Article by Katarina V. Posch for the catalogue of the exhibition The Seen and the Hidden: (Dis)covering the Veil, curated by David Harper, Martha Kirszenbaum and Karin Meisel at the Austrian Cultural Forum, New York (22 May–29 August 2009), pp. 38–39.

Marlene Haring exhibited False Friend (Long Chair) (chaise longue, plumber's hemp, 2009) and Because Every Hair is Different (9-sheet, billboard poster, 357 x 252 cm, 2006).


Marlene Haring: False Friend (Long Chair)

With her False Friend (Long Chair), Marlene Haring turns a Modernist icon into a multilayered work of art. The installation is based on the ‘LC4’ chaise longue, named after the Swiss pioneer of modern design, Le Corbusier. When it was conceived and the prototype built in 1927, the LC4 was one of the first designs to bring tubular steel furniture into the home. Its industrial appearance signified the idea of “domestic equipment” for a “machine for living” — Le Corbusier’s notion of the modern house. Still produced today, it has become a lasting symbol of Modernism itself.

The Modernist credo emphasised mass-production for a middle or working class public, rationalization, standardization, the international, the functional, and the male. By contrast, the initial conception of the chaise longue as a furniture type goes back to a time with very different spirit: it was developed during the Rococo era to serve the relaxed, social, conversational and sensual lifestyle of the aristocracy. The chaise longue was inspired by the oriental way of lounging and became popular with women; thus it came to be associated with the private, the sensual, the exotic, and the female — qualities which were considered old-fashioned (reactionary) and usually avoided by radical Modernist designers of the twentieth century.

Interestingly enough, the LC4 was not designed by Le Corbusier but by his employee, the young Charlotte Perriand, one of the few women who would leave their mark on modern design. The ten-year professional relationship between Le Corbusier and Perriand was, not surprisingly, marked by gender-related tensions. The famous picture of her posing on the chaise longue suggests her ambiguous role in a modern world: Perriand exposes her legs and her neck in a rather provocative way, but does not let us gaze upon her hair (which was cut daringly short) or upon her face — almost as if she were hiding behind an oriental veil. The picture conveys a tension between proactive seduction and traditional modesty.

In contrast to the “industrial” structure of the chaise longue, Perriand originally upholstered it in pony skin or leather-trimmed canvas (Hermès-style): both sensual and luxurious materials. Thus Perriand succeeded in creating a perfect balance between rationality and sensuality, between mass-production and luxury, between male and female, between control and indulgence.

Marlene Haring overthrows this equilibrium. Her cover of sensual-luxurious masses of hair offers a voyeuristic gaze upon what is usually kept trimmed or hidden. Some female Modernists favored short hair and promoted it as a sign of liberation, although the cutting of hair belongs to both Western pre-modern and Eastern traditions, which considered exposed hair to be a sign of the free, but required women who were bound by marriage, by serfdom, or by religious oaths to cover or cut off their hair. Marlene Haring’s False Friend (Long Chair) thus unveils the chaise longue’s hidden signs of patriarchal inequality, and becomes a critical statement on Modernism itself.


_Task prompt_
Copy out all the lines of the data that hold the word "swatch".
══════════════════════════════
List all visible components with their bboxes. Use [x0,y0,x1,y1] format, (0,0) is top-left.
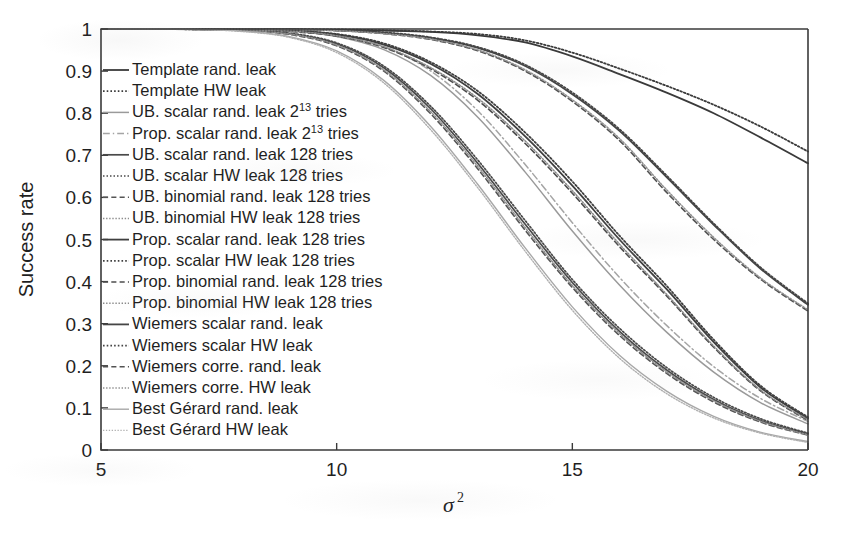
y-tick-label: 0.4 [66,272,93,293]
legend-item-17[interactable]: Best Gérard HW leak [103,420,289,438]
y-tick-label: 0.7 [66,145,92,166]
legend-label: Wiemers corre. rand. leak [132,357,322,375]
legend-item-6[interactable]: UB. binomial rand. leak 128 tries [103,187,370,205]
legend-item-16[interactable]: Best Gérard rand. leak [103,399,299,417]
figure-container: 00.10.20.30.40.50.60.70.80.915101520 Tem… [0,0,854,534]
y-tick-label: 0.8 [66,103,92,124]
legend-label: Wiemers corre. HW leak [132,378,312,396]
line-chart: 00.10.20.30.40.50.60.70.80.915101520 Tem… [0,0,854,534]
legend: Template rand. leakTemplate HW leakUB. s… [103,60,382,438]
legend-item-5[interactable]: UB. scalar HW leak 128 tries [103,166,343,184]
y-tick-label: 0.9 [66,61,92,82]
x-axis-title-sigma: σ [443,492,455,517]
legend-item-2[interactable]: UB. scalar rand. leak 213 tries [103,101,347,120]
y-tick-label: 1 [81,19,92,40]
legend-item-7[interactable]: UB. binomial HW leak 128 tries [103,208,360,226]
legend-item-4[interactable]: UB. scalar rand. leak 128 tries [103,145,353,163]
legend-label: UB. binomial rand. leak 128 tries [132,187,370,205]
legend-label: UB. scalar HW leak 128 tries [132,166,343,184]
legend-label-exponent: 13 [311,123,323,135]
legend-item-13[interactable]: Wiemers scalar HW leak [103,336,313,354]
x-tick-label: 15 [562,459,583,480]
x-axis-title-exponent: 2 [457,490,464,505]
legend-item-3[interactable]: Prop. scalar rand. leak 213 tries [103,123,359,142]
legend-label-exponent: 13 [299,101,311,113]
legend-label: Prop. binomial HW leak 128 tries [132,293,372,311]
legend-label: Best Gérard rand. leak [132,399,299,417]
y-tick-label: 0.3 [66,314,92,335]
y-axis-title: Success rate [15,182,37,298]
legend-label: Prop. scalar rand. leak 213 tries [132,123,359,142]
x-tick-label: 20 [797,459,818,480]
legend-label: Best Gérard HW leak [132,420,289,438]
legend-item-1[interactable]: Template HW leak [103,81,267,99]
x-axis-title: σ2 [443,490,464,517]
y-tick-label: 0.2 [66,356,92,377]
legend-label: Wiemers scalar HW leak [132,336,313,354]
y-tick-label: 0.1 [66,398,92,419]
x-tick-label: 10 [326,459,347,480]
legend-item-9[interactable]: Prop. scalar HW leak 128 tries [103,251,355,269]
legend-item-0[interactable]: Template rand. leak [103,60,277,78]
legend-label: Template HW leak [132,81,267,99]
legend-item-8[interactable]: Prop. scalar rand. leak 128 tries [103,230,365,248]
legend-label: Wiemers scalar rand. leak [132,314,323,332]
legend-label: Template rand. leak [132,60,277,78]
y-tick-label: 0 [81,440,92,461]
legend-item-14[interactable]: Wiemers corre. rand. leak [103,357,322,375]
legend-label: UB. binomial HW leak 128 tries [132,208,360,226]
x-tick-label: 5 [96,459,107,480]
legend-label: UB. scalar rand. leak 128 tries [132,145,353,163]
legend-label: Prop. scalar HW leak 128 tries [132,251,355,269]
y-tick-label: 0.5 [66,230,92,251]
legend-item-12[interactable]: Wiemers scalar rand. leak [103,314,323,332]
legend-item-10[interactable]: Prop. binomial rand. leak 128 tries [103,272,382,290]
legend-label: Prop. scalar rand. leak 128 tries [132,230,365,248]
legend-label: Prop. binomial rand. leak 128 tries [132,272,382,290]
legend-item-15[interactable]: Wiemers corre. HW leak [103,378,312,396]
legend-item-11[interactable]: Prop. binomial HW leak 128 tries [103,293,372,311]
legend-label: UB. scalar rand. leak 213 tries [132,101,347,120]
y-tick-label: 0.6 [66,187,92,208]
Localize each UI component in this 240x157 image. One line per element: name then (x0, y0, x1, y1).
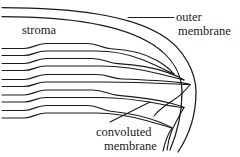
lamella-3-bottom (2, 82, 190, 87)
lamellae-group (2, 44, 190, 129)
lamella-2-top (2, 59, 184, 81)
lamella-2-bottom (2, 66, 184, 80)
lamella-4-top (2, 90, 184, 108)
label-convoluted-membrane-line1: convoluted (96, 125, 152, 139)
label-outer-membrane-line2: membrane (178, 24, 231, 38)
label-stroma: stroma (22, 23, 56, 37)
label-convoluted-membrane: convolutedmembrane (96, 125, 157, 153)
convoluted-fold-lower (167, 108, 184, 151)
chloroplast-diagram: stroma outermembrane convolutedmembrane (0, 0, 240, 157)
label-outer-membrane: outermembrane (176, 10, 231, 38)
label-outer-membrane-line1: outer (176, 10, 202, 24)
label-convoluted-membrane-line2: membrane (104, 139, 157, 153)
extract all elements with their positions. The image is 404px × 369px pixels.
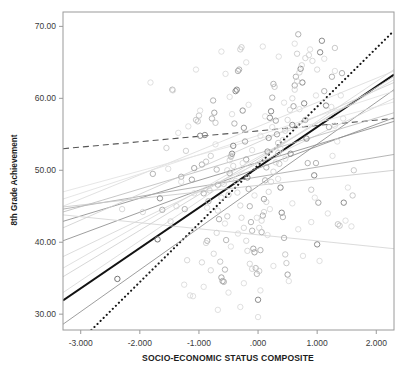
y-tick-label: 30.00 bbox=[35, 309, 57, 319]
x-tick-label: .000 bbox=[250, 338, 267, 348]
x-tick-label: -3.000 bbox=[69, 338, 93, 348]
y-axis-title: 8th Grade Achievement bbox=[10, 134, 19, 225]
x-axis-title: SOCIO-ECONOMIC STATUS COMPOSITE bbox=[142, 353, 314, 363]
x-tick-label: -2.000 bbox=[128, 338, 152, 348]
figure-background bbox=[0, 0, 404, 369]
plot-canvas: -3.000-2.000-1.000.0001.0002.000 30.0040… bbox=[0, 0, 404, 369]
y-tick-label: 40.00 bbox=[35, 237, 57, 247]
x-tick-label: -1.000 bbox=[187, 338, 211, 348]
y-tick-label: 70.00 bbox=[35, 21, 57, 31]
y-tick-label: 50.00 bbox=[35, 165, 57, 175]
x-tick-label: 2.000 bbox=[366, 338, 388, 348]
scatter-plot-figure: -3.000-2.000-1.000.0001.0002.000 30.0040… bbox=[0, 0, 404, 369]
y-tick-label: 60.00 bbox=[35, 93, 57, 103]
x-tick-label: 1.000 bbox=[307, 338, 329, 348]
══════════════════════════════
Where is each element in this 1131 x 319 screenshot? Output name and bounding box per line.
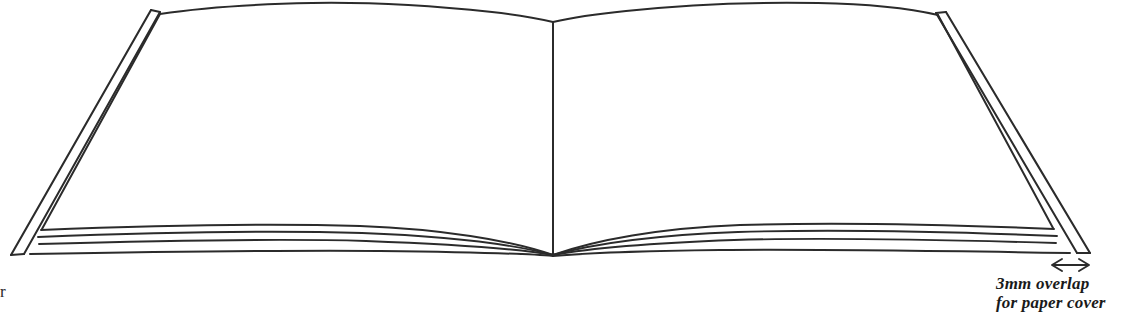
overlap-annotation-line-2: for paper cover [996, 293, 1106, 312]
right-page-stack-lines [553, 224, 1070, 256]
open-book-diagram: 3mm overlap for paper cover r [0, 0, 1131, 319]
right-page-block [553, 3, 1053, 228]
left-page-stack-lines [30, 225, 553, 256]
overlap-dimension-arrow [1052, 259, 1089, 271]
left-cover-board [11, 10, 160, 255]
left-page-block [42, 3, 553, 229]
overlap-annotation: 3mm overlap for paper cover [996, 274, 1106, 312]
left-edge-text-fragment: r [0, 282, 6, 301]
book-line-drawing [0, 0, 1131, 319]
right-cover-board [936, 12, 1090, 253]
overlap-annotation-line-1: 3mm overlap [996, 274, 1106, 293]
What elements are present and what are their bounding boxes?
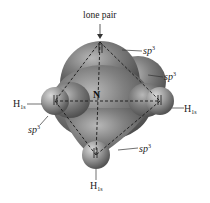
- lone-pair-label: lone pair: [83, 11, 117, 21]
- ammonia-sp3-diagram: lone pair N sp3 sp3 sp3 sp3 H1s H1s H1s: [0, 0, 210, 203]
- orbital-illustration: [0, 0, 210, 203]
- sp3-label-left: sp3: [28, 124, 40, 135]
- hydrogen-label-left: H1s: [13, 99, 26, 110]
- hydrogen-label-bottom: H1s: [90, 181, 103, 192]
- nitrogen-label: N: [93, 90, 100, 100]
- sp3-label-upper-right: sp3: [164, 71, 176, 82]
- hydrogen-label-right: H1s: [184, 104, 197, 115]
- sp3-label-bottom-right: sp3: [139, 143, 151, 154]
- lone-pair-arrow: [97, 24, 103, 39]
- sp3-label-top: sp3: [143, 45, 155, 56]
══════════════════════════════
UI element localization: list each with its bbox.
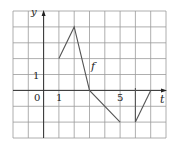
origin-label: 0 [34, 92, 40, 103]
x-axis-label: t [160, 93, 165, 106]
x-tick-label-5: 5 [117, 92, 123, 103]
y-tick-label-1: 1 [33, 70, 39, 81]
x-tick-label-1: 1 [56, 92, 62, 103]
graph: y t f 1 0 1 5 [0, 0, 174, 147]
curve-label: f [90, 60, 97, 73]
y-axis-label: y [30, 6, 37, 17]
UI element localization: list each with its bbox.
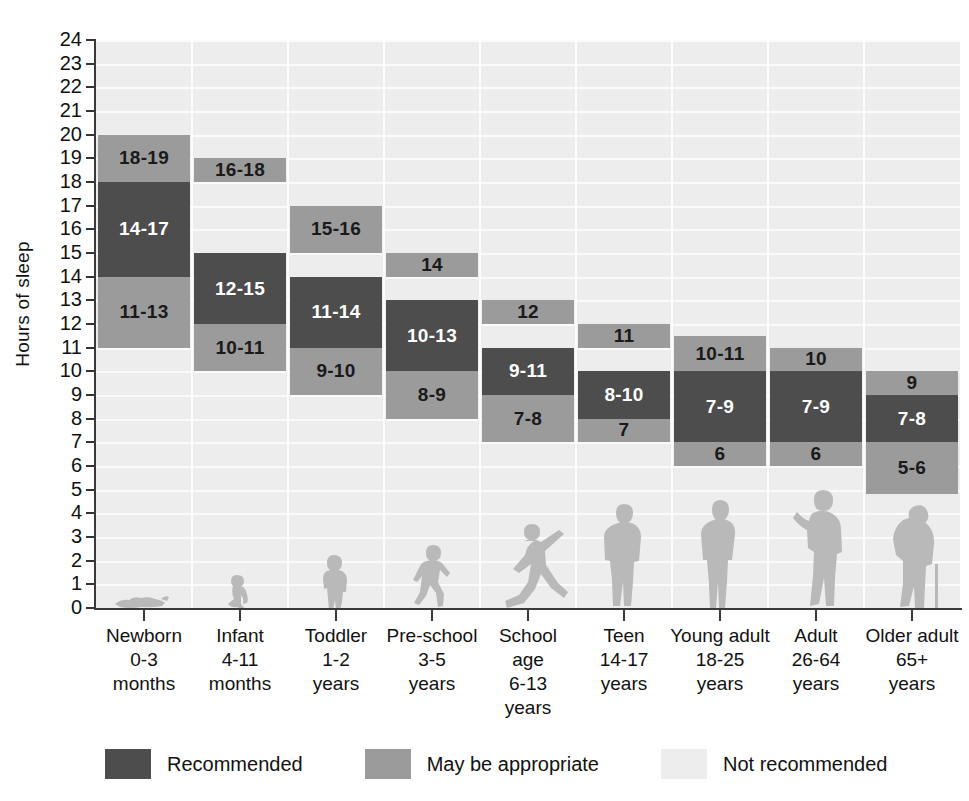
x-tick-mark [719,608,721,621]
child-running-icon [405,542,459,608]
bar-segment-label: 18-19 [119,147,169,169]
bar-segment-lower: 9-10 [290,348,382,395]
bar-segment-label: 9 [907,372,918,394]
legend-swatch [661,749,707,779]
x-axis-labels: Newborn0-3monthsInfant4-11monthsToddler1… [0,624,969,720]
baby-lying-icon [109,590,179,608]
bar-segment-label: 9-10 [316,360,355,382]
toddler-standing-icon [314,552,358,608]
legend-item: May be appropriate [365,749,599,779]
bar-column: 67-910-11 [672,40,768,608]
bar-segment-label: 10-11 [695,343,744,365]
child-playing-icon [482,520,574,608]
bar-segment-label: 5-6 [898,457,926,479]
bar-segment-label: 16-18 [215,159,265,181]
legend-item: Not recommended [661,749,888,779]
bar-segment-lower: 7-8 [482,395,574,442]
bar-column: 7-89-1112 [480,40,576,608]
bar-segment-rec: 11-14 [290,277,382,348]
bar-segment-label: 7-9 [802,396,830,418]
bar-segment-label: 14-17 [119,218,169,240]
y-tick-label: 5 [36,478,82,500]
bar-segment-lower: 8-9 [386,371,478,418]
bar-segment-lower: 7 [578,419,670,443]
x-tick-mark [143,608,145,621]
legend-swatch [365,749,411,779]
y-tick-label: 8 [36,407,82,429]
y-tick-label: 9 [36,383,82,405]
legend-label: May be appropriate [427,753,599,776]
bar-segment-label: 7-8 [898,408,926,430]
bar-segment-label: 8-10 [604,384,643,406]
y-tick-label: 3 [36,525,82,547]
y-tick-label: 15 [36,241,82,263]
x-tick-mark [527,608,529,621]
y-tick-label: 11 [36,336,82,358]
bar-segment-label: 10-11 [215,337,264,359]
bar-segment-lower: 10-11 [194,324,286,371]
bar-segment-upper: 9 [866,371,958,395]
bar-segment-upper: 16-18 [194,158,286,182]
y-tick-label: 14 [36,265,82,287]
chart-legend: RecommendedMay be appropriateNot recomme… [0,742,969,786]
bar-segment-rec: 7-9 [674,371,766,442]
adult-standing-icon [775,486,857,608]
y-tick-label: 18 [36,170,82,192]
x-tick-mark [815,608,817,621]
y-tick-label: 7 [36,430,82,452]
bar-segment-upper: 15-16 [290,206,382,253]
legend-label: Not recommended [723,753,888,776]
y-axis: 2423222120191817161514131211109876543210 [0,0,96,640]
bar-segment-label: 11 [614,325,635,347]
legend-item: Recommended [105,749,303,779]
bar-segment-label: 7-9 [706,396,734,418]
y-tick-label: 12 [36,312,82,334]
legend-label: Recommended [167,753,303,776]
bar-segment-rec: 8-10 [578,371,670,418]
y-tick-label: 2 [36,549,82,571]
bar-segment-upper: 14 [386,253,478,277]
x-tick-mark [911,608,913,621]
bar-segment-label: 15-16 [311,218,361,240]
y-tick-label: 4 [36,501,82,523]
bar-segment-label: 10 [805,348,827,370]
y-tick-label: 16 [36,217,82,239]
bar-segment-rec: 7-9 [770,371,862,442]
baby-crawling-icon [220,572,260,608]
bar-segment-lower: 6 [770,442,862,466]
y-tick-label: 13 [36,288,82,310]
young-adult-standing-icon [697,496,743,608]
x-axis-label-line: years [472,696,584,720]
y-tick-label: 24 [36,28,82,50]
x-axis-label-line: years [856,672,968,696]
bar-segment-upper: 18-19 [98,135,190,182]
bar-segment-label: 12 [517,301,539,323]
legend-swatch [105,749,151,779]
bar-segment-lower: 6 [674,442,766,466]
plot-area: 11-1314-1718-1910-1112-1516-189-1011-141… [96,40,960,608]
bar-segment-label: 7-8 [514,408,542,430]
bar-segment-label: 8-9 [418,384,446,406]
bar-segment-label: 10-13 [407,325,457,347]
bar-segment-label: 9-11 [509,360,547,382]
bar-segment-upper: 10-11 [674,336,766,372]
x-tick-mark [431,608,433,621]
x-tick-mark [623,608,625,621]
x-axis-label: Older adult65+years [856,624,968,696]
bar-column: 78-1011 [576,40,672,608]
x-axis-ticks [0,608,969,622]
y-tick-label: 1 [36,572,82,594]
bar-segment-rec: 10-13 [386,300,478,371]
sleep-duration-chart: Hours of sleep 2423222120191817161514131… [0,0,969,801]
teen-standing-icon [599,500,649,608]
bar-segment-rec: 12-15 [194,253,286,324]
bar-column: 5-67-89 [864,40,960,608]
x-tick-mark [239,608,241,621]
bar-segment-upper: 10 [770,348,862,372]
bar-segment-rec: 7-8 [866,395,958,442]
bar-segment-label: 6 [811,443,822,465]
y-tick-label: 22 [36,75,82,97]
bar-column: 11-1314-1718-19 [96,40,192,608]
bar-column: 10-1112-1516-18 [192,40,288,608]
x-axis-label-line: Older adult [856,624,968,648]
══════════════════════════════
_Written answer_
legend-swatch [661,749,707,779]
legend-swatch [365,749,411,779]
legend-swatch [105,749,151,779]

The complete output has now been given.